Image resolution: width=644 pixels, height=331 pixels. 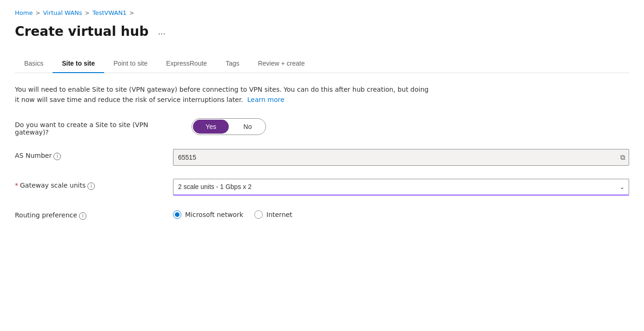 What do you see at coordinates (623, 157) in the screenshot?
I see `copy-icon: ⧉` at bounding box center [623, 157].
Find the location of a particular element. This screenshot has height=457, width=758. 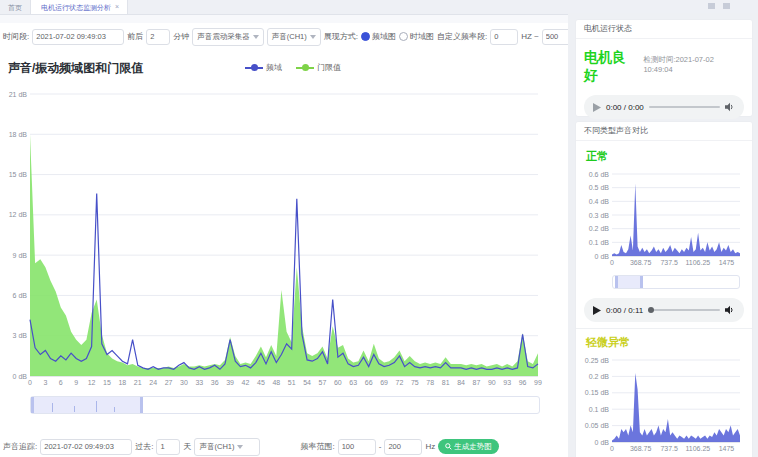

svg-text: 9 dB is located at coordinates (20, 256).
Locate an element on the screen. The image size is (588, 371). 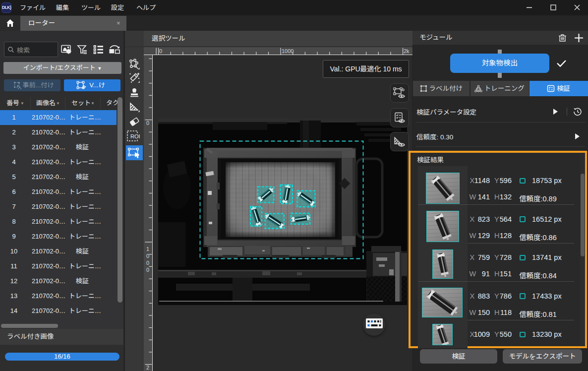
svg-text: ROI is located at coordinates (135, 136).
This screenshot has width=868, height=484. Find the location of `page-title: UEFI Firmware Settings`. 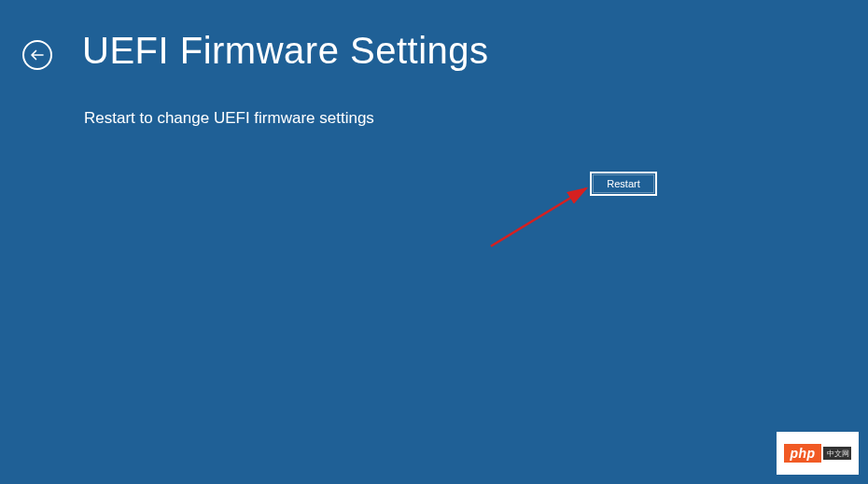

page-title: UEFI Firmware Settings is located at coordinates (286, 50).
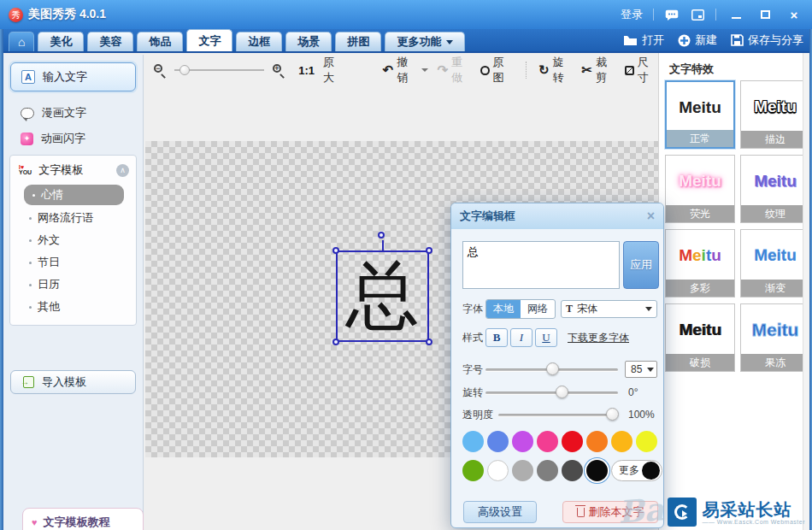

=-=-=-=-=

The required result is an exact copy of the lines from the line containing "Locate an element" through the end of the entries, with every picture left out.

Locate an element on the screen. The image size is (588, 371). 
svg-text: ROI is located at coordinates (135, 136).
This screenshot has width=868, height=484. Find the location of `page-title: UEFI Firmware Settings`. 

page-title: UEFI Firmware Settings is located at coordinates (286, 50).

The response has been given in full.